VPA expects pepper prices to soften
VOV.VN - Pepper shipments from Vietnam, the globe’s largest producer, will likely rise 13% this year, putting downward pressure on export prices, said leaders at a recent conference in Hanoi assessing the industry’s prospects for the year.
At the conference, Do Ha Nam, chairman of the Vietnam Pepper Association (VPA), forecast that exports would climb to 150,000 metric tons from the roughly 133,000 metric tons that were sent overseas last year.
“While production will rise an estimated 13% to approximately 150,000 metric tons,” he said output from competitors India, Indonesia and Malaysia would most likely decline in the aftermath of El Nino, limiting the overall effect on global supply.

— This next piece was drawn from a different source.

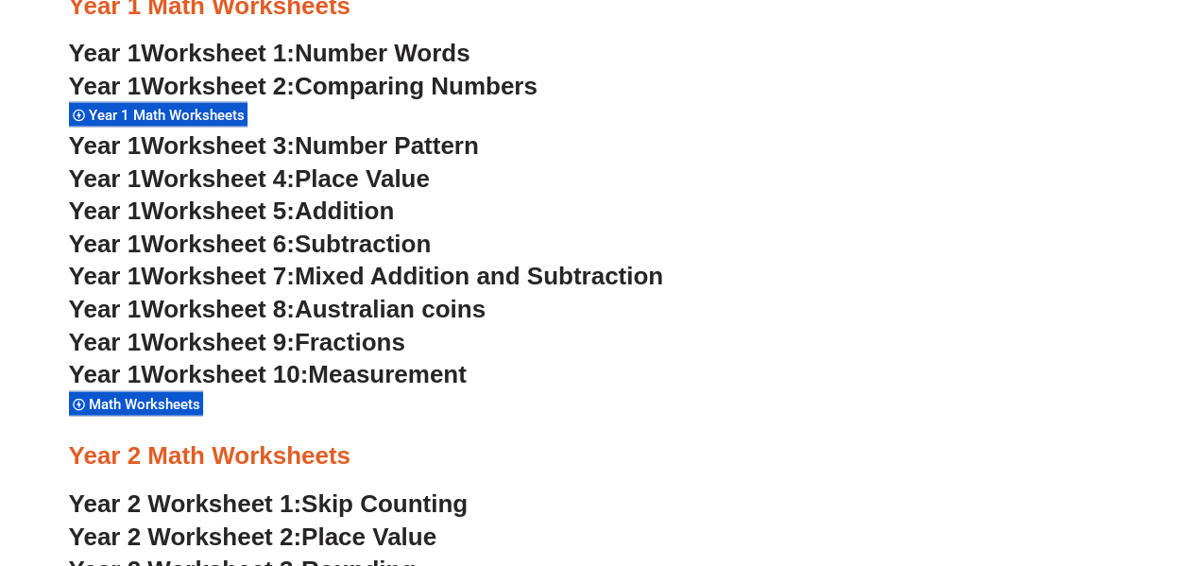  I want to click on a: Year 1Worksheet 7:Mixed Addition and Subtraction, so click(367, 276).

The average export price of Vietnamese pepper would be in the mid-range of prices over the last two years, Nam said, “lower than last year’s selling price, yet still higher than the selling price in 2014.”
“Official government statistics show the average selling rate was about US$9,500 a metric ton in 2015 up from US$7,750 the year before.”
Growers have been wisely managing their pepper inventories over the past year said Nam, and as a result they are in the driver’s seat when it comes to controlling pepper prices and preventing any extreme drop.
“On the one hand, they need money to operate their farms and sales are profitable, so there’s no reason to hold back from selling,” said Nam.
“But on the other hand they can hold back if the need arises and prevent any drastic decline in rates.”
Nguyen Van Hoa, deputy director of Cultivation Department of the Ministry of Agriculture and Rural Development, in turn said the area of pepper plantings would rise to an estimated 101,741 hectares this year, from 85,000 hectares last year.
The new vines would take three years to mature and come into full production, eventually creating a drag on sale prices, said Hoa.
He also dilated on needed changes related to testing and managing the quality of seedlings in the industry to compensate for some recently detected shortcomings by researchers, which should improve pepper plants durability.
For his part, Hoang Phuoc Binh, head of Chu Se Pepper Association in Tay Nguyen (Central Highlands) province of Gia Lai, talked about the need to cut back on the amount of land that is under cultivation.
He suggested that it would be better management for the pepper industry to remove less arable and unprofitable land from cultivation saying that it would have a favourable ecological and environmental impact.
It would put the national interest ahead of the quest for profits, he concluded.